Despite the statistical decrease of non-custodial child abductions since 1999, extensive media coverage of selected cases created a nationwide sense of panic.
It was a remarkable event probably not to be repeated anytime soon.”[9] Westerfield's defense argued that he could not receive a fair trial without a sequestered jury due to the media frenzy; however, this was denied by the judge.
After a 12 hour manhunt the girls were discovered in Walker Pass, in a Ford Bronco being driven by convicted sex offender Roy Ratliff.
[28] On August 6, 2002, George W. Bush addressed the problem, specifically mentioning the cases of van Dam and Runnion, and announcing a White House Conference on Missing, Exploited and Runaway Children to convene that September.
[30] In October the House of Representatives met to consider a Child Abduction Prevention Act that would create a national Amber alert, as well as mandatory sentencing, lifetime supervision of past offenders, removal of a statute of limitations and pre-trial release, among other things.

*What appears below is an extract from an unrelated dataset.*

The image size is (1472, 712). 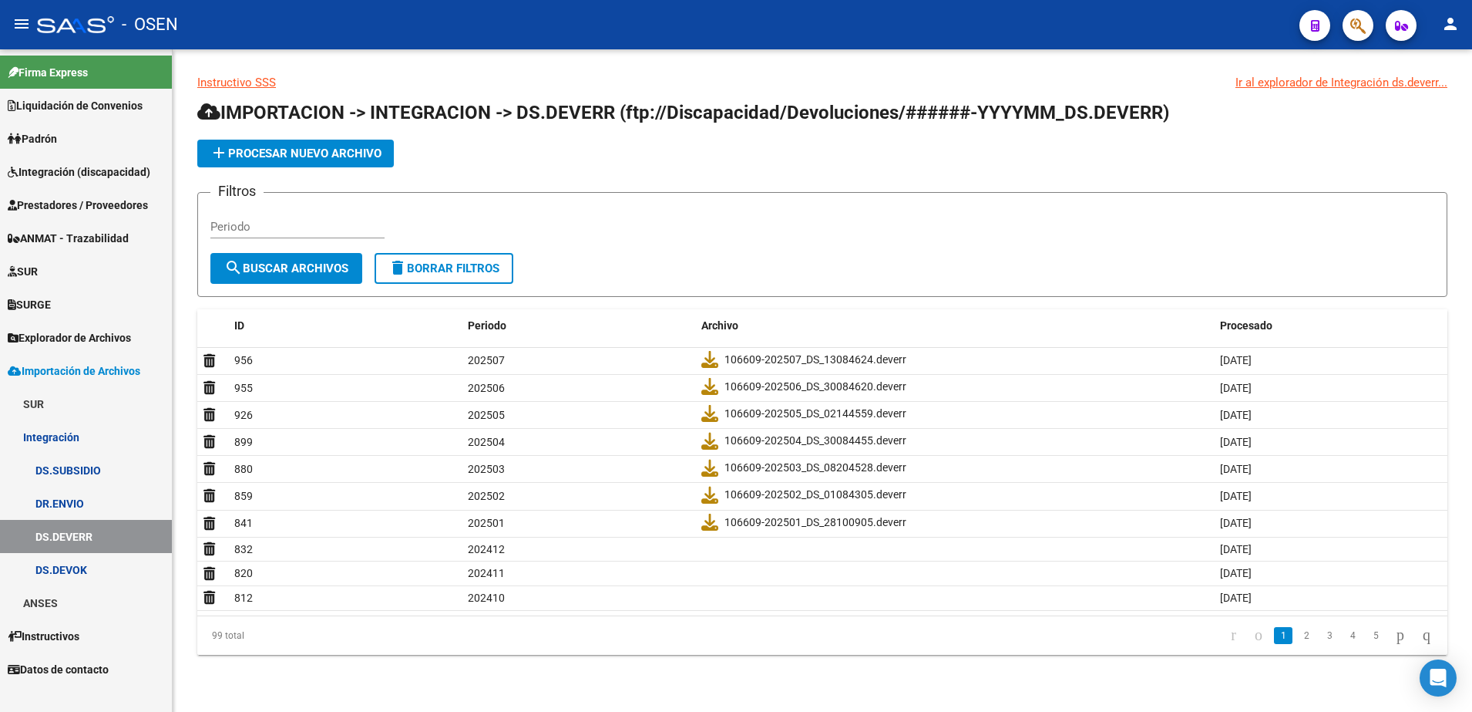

Consideration of the bill was explicitly linked to the rash of high profile abductions by Representatives Lamar Smith and Mark Green.
Child safety advocates noted that parents and local police forces were becoming more media savvy, and had designed methods such as the Amber alert system to get the message out that children were missing during the first hours of being abducted.

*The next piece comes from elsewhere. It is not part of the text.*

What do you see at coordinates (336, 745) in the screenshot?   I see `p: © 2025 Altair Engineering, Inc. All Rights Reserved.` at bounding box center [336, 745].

[40] Some scholars and journalists have noted that the scare came after the trauma of the September 11 attacks, when the country was in a heightened state of paranoia and Americans had a fear of some evil predator lurking in their own communities.
One of the first child abductions to garner mass media attention was the 1874 kidnapping of Charley Ross as the United States was entering the industrialized Gilded Age.
The widely publicized cases of Adam Walsh, Etan Patz and Jacob Wetterling stimulated national paranoia about so-called stranger danger.